Scalability of a forum with node access

Events happening in the community are now at Drupal community events on www.drupal.org.
jcisio's picture

Hello,

I'm looking for a forum solution for a Drupal site. This forum must support moderating. Is there any lightweight solution, or is the forum access module scalable? Last year I had problem with a node access module. Is it correct that Forum Access sustains the same issue?

Do you know any big forum (a few dozens of thousands of nodes or more) that uses the Drupal forum?

Thanks.

Comments

There is an extra module to

omega8cc's picture

There is an extra module to add better performance and scalability to the standard forum module: http://drupal.org/project/forum2 but it is not compatible with node_access restrictions, however moderation should work, I think, just without advanced settings for forums visibility etc. Note: I didn't try that, just guessing from description.

Thanks, that's a good news! I

jcisio's picture

Thanks, that's a good news! I think remove the node_access restriction is the way to go for large forum, too!

forum_access is not a node access module

firebus's picture

it uses ACL instead, which makes it somewhat more scalable.

nanowrimo is a medium to large site that uses drupal forums. >100,000 nodes per year

i wrote a blog post in 2007 about the work we did to get it to handle traffic then. however, a lot of additional performance improvement has been put in place since then that i don't know the details of.

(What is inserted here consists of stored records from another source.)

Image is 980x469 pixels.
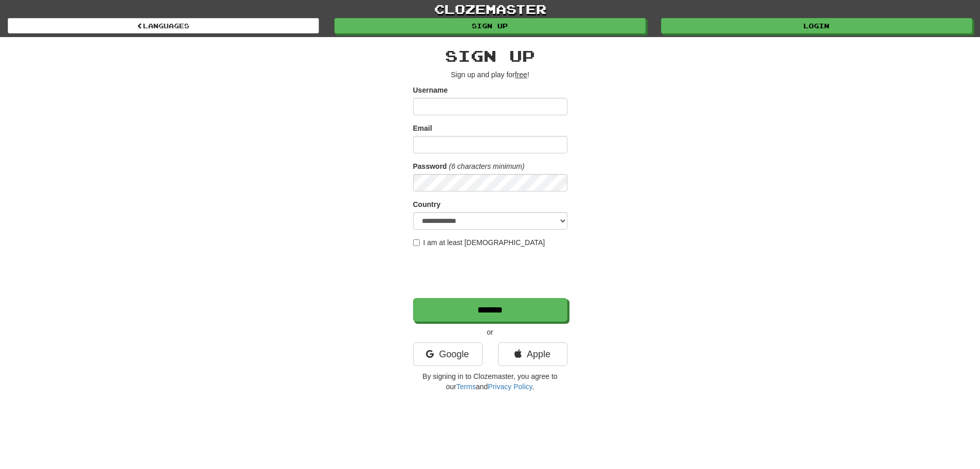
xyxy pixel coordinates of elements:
[8,18,319,33] a: Languages
[413,371,567,392] p: By signing in to Clozemaster, you agree to our and .
[449,162,525,170] em: (6 characters minimum)
[413,327,567,338] p: or
[413,123,432,134] label: Email
[413,47,567,64] h2: Sign up
[413,237,545,248] label: I am at least [DEMOGRAPHIC_DATA]
[456,383,476,391] a: Terms
[413,85,448,95] label: Username
[413,69,567,80] p: Sign up and play for !
[413,161,447,172] label: Password
[413,342,482,366] a: Google
[488,383,532,391] a: Privacy Policy
[661,18,972,33] a: Login
[498,342,567,366] a: Apple
[413,252,569,293] iframe: reCAPTCHA
[413,199,441,210] label: Country
[515,71,527,79] u: free
[413,239,420,246] input: I am at least [DEMOGRAPHIC_DATA]
[334,18,646,33] a: Sign up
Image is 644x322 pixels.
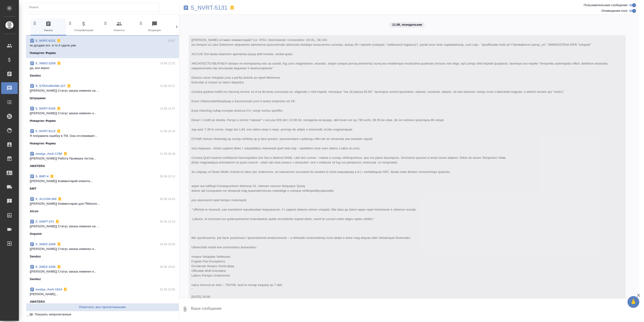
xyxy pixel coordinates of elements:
span: Заказы [33,21,64,33]
p: 04.08 18:02 [160,265,176,269]
p: Я поправила ошибку в ТМ. Она отслеживает... [29,134,176,139]
span: Спецификации [68,21,99,33]
p: да, все верно [29,66,176,71]
p: 10:47 [168,39,176,43]
p: [[PERSON_NAME]] Статус заказа изменен н... [29,111,176,116]
span: [[PERSON_NAME] оставил комментарий: [192,38,609,291]
a: S_STRAUMANN-127 [36,84,66,88]
p: 13.08 14:37 [160,106,176,111]
span: Показать непрочитанные [35,312,71,317]
p: 14.08 12:32 [160,61,176,66]
p: [[PERSON_NAME]] Комментарий клиента... [29,179,176,183]
p: Onpoint [29,232,42,237]
svg: Отписаться [56,39,61,43]
span: Оповещения-логи [602,9,627,13]
a: S_NVRT-5113 [36,129,55,133]
div: S_SNDZ-225604.08 18:02[[PERSON_NAME]] Статус заказа изменен н...Sandoz [26,262,179,285]
p: [[PERSON_NAME]] Работа Проверка тестов... [29,156,176,161]
span: Пользовательские сообщения [584,3,627,7]
p: 01.08 10:06 [160,288,176,292]
p: 04.08 18:02 [160,242,176,247]
p: [[PERSON_NAME]] Статус заказа изменен н... [29,269,176,274]
div: S_NVRT-513110:47ок досдаю его. а то я сдала ужеНовартис Фарма [26,36,179,58]
a: S_ALCON-289 [36,197,56,201]
p: AWATERA [29,300,45,304]
span: Клиенты [103,21,135,33]
svg: Отписаться [56,106,61,111]
div: [DATE] 16:58 [192,294,610,299]
a: S_SNDZ-2256 [36,265,56,269]
svg: Зажми и перетащи, чтобы поменять порядок вкладок [103,21,108,26]
svg: Отписаться [55,220,60,224]
p: 11.08, понедельник [392,23,422,27]
svg: Зажми и перетащи, чтобы поменять порядок вкладок [139,21,143,26]
p: Штрауман [29,96,45,101]
p: ок досдаю его. а то я сдала уже [29,43,176,48]
p: 11.08 08:38 [160,151,176,156]
a: S_SNDZ-2265 [36,243,56,246]
svg: Зажми и перетащи, чтобы поменять порядок вкладок [68,21,72,26]
a: S_NVRT-5131 [191,6,228,10]
a: S_NVRT-5131 [36,39,55,42]
p: Sandoz [29,255,41,259]
svg: Отписаться [63,288,68,292]
p: [PERSON_NAME]... [29,292,176,297]
p: 13.08 15:57 [160,83,176,88]
svg: Отписаться [63,151,68,156]
div: S_ALCON-28905.08 14:03[[PERSON_NAME]] Комментарии для ПМ/испо...Alcon [26,194,179,217]
svg: Зажми и перетащи, чтобы поменять порядок вкладок [33,21,37,26]
p: 05.08 14:03 [160,197,176,202]
p: Новартис Фарма [29,141,56,146]
p: 05.08 15:12 [160,174,176,179]
a: S_SNDZ-2250 [36,61,56,65]
a: S_BMT-4 [36,175,48,178]
div: medqa_AwA-178811.08 08:38[[PERSON_NAME]] Работа Проверка тестов...AWATERA [26,149,179,171]
svg: Отписаться [56,129,61,134]
p: Новартис Фарма [29,118,56,123]
div: medqa_AwA-181401.08 10:06[PERSON_NAME]...AWATERA [26,285,179,307]
p: AWATERA [29,164,45,169]
p: [[PERSON_NAME]] Статус заказа изменен на ... [29,224,176,229]
a: S_ONPT-373 [36,220,54,223]
svg: Отписаться [57,197,62,202]
p: Alcon [29,209,39,214]
input: Поиск [29,4,159,10]
div: S_STRAUMANN-12713.08 15:57[[PERSON_NAME]] Статус заказа изменен на ...Штрауман [26,81,179,104]
p: Новартис Фарма [29,51,56,55]
p: 05.08 13:19 [160,220,176,224]
div: S_NVRT-510513.08 14:37[[PERSON_NAME]] Статус заказа изменен н...Новартис Фарма [26,104,179,126]
span: Входящие [139,21,171,33]
p: [[PERSON_NAME]] Статус заказа изменен н... [29,247,176,251]
p: [[PERSON_NAME]] Статус заказа изменен на ... [29,88,176,93]
button: 🙏 [627,296,640,308]
div: S_BMT-405.08 15:12[[PERSON_NAME]] Комментарий клиента...БМТ [26,171,179,194]
p: [[PERSON_NAME]] Комментарии для ПМ/испо... [29,202,176,206]
svg: Отписаться [66,83,71,88]
svg: Отписаться [56,242,61,247]
svg: Отписаться [50,174,54,179]
a: medqa_AwA-1788 [36,152,62,156]
a: S_NVRT-5105 [36,107,55,110]
span: 🙏 [630,297,638,307]
p: 11.08 16:16 [160,129,176,134]
div: S_NVRT-511311.08 16:16Я поправила ошибку в ТМ. Она отслеживает...Новартис Фарма [26,126,179,149]
p: Sandoz [29,74,41,78]
a: medqa_AwA-1814 [36,288,62,291]
span: Пометить все прочитанными [29,305,177,310]
svg: Отписаться [56,61,61,66]
p: Sandoz [29,277,41,282]
div: S_SNDZ-225014.08 12:32да, все верноSandoz [26,58,179,81]
div: S_SNDZ-226504.08 18:02[[PERSON_NAME]] Статус заказа изменен н...Sandoz [26,239,179,262]
svg: Отписаться [56,265,61,269]
div: S_ONPT-37305.08 13:19[[PERSON_NAME]] Статус заказа изменен на ...Onpoint [26,217,179,239]
p: БМТ [29,186,37,191]
button: Пометить все прочитанными [26,304,179,312]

Technically ACL is built on

merlinofchaos's picture

Technically ACL is built on top of Drupal's node_access system (it kind of has to be).

i guess that makes sense

firebus's picture

for some reason i remember the joins with ACL being much less painful, but i can't remember the specifics.

joins with node_access, data created by acl.

greggles's picture

I think you mean the joins with node_access were less painful because acl module reduces the number of records in node_access to be just the required values and not any duplicate values.

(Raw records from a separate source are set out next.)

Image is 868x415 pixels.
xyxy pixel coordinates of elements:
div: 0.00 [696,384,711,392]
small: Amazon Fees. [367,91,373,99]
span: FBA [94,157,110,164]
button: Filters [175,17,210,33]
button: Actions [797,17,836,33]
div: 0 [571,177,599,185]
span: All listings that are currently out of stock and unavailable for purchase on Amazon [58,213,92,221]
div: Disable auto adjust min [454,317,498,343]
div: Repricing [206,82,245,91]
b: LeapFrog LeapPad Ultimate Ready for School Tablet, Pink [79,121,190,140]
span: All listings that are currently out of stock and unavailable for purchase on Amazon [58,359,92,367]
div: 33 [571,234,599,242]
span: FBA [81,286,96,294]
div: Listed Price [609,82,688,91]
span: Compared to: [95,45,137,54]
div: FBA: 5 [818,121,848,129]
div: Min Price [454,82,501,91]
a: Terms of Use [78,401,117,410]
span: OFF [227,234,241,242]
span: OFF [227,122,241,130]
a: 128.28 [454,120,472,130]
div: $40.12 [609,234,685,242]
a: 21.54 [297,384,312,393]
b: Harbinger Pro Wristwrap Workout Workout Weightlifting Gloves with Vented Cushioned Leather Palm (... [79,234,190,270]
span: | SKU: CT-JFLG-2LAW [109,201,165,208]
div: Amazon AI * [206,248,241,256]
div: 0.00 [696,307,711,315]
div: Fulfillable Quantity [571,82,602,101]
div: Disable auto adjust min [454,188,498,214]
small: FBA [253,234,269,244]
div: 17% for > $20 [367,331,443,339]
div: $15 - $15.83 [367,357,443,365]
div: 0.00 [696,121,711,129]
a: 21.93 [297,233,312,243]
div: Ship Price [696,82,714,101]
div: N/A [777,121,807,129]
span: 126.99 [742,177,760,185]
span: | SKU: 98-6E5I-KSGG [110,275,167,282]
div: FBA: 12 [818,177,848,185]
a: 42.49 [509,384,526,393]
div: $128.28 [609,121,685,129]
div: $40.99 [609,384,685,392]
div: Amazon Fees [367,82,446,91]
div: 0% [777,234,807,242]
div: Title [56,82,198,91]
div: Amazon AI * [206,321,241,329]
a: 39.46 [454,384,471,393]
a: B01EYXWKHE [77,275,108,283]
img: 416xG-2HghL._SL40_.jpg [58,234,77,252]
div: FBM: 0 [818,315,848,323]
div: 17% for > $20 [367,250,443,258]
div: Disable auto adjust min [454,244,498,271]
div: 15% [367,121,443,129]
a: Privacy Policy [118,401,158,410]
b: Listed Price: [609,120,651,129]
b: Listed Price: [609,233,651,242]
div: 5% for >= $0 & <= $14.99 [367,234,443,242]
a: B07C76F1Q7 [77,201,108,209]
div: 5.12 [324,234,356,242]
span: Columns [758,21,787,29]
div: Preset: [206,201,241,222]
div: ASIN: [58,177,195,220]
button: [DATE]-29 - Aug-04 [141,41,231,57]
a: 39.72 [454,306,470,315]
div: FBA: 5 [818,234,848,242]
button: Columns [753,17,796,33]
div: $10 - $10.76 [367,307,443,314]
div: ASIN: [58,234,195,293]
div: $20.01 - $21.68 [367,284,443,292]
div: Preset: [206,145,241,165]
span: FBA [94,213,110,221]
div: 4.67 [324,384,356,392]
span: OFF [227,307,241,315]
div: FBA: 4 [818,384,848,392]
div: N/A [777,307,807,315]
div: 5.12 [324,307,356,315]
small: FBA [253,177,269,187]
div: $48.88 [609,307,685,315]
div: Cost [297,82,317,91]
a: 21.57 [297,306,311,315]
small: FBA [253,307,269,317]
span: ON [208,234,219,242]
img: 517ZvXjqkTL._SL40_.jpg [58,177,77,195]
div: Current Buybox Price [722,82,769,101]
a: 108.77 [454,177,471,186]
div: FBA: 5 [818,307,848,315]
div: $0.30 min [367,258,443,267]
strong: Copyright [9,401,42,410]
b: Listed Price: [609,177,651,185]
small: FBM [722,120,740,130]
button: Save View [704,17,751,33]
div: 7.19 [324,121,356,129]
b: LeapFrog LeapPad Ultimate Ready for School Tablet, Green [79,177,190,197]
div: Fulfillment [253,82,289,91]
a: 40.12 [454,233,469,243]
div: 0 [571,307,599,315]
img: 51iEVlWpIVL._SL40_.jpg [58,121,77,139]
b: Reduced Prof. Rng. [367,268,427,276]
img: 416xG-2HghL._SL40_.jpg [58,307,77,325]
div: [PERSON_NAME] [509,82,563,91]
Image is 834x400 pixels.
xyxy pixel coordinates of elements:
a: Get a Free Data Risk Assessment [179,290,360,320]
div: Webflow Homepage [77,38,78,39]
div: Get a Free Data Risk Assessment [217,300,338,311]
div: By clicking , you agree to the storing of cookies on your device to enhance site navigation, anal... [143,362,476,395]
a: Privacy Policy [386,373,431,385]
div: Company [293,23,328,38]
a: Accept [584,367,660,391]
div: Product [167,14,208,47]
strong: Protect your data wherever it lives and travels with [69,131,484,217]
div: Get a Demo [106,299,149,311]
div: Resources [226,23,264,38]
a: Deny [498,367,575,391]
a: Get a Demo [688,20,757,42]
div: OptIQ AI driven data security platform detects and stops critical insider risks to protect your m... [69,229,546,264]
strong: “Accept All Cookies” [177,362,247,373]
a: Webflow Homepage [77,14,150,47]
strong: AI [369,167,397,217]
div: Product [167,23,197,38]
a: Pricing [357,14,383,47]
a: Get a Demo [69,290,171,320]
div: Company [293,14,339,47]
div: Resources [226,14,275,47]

I haven't actually compared it in practice, but I believe that's the only architectural difference that might give the benefit you mention.

I look like OG takes a

jcisio's picture

I look like OG takes a completely different way. It does not use node access, but override the access handle with Drupal menu system. OG also have og_subgroups module.

Currently G.D.O. has more than 100K nodes and it scales. However, when many modules follow this way, it could soon be a nightmare when each tries to replace the core access function with its own one, tries to support every other ones. It's doable, I have a module supporting OG and core node access, while also imitate the workgroup access feature. But it's complicated.

What do you think?

Folks should ignore this

moshe weitzman's picture

Folks should ignore this post. It contains incorrect information all over. OG comes with OG access module which is provides private content through the node access system.

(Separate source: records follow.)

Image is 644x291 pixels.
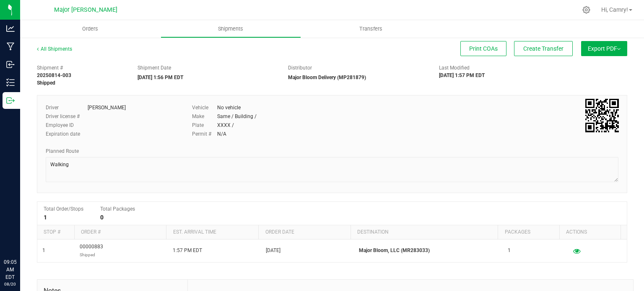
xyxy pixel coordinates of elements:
[498,226,558,240] th: Packages
[6,43,15,51] inline-svg: Manufacturing
[192,130,217,138] label: Permit #
[8,224,34,249] iframe: Resource center
[166,226,258,240] th: Est. arrival time
[160,20,301,37] a: Shipments
[192,113,217,120] label: Make
[192,122,217,129] label: Plate
[438,64,469,72] label: Last Modified
[4,281,16,287] p: 08/20
[37,226,75,240] th: Stop #
[45,122,87,129] label: Employee ID
[100,214,104,221] strong: 0
[217,104,240,112] div: No vehicle
[585,99,619,133] qrcode: 20250814-003
[438,73,485,78] strong: [DATE] 1:57 PM EDT
[217,130,226,138] div: N/A
[71,25,109,33] span: Orders
[45,104,87,112] label: Driver
[460,41,507,56] button: Print COAs
[601,6,628,13] span: Hi, Camry!
[288,64,312,72] label: Distributor
[301,20,441,37] a: Transfers
[288,75,366,80] strong: Major Bloom Delivery (MP281879)
[206,25,255,33] span: Shipments
[54,6,117,14] span: Major [PERSON_NAME]
[217,122,234,129] div: XXXX /
[581,41,627,56] button: Export PDF
[44,206,84,212] span: Total Order/Stops
[137,75,183,80] strong: [DATE] 1:56 PM EDT
[514,41,572,56] button: Create Transfer
[75,226,166,240] th: Order #
[559,226,620,240] th: Actions
[6,25,15,33] inline-svg: Analytics
[192,104,217,112] label: Vehicle
[137,64,171,72] label: Shipment Date
[87,104,126,112] div: [PERSON_NAME]
[469,45,498,52] span: Print COAs
[37,73,71,78] strong: 20250814-003
[217,113,257,120] div: Same / Building /
[37,64,125,72] span: Shipment #
[43,246,45,255] span: 1
[347,25,394,33] span: Transfers
[508,246,510,255] span: 1
[173,246,202,255] span: 1:57 PM EDT
[44,214,47,221] strong: 1
[523,45,563,52] span: Create Transfer
[80,251,103,259] p: Shipped
[4,258,16,281] p: 09:05 AM EDT
[258,226,350,240] th: Order date
[80,243,103,259] span: 00000883
[585,99,619,133] img: Scan me!
[20,20,160,37] a: Orders
[100,206,135,212] span: Total Packages
[37,80,55,85] strong: Shipped
[37,46,72,52] a: All Shipments
[350,226,498,240] th: Destination
[358,246,498,255] p: Major Bloom, LLC (MR283033)
[45,130,87,138] label: Expiration date
[45,113,87,120] label: Driver license #
[6,96,15,105] inline-svg: Outbound
[6,78,15,86] inline-svg: Inventory
[6,60,15,69] inline-svg: Inbound
[45,148,79,155] span: Planned Route
[581,5,591,14] div: Manage settings
[266,246,280,255] span: [DATE]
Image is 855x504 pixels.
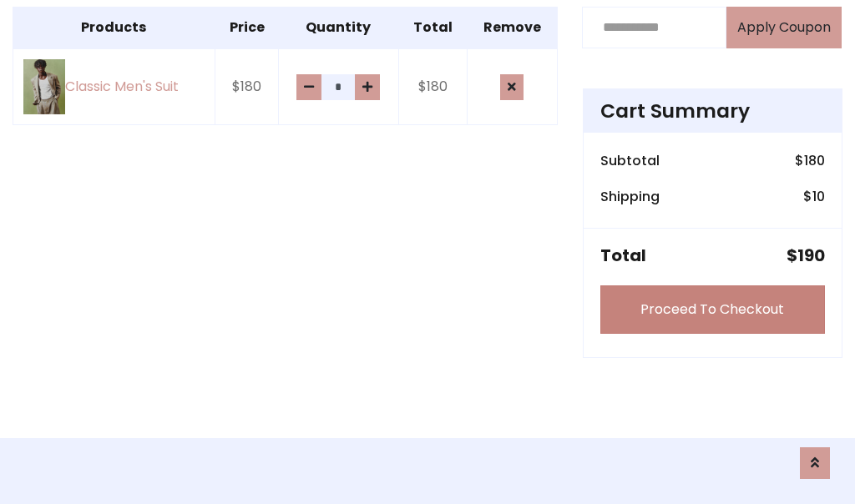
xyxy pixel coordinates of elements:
[601,245,646,266] h5: Total
[214,48,279,126] td: $180
[786,245,825,266] h5: $
[798,243,825,267] span: 190
[727,7,841,48] button: Apply Coupon
[398,48,467,126] td: $180
[214,7,279,48] th: Price
[279,7,398,48] th: Quantity
[795,153,825,169] h6: $
[601,153,660,169] h6: Subtotal
[467,7,557,48] th: Remove
[14,7,215,48] th: Products
[398,7,467,48] th: Total
[804,151,825,170] span: 180
[804,188,825,205] h6: $
[601,99,825,123] h4: Cart Summary
[601,286,825,334] a: Proceed To Checkout
[23,59,205,115] a: Classic Men's Suit
[601,188,660,205] h6: Shipping
[812,187,825,207] span: 10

GDO no longer runs og_access module and thus is not subject to node access api.

Hey, I'm looking at OG.module

jcisio's picture

Hey, I'm looking at OG.module lines 189-193 alter the core menu to provide a minimum access control without og_access module.

If GDO does not runs og_access any more, what does it run now for the scalability? We're looking for advice from core developers like you! Thanks.

Nothing

michelle's picture

I'm fairly sure there's no private groups anymore. I remember a big discussion a while back about getting rid of them. If everything is public, no need for access control. :)

Michelle

Yeah, but there are still

jcisio's picture

Yeah, but there are still admins (and a dozens of other roles in case of L.D.O) who can edit any node in their groups. That's at least what I'm waiting from "forum moderators", beside the ability to edit any comment in any node in their group.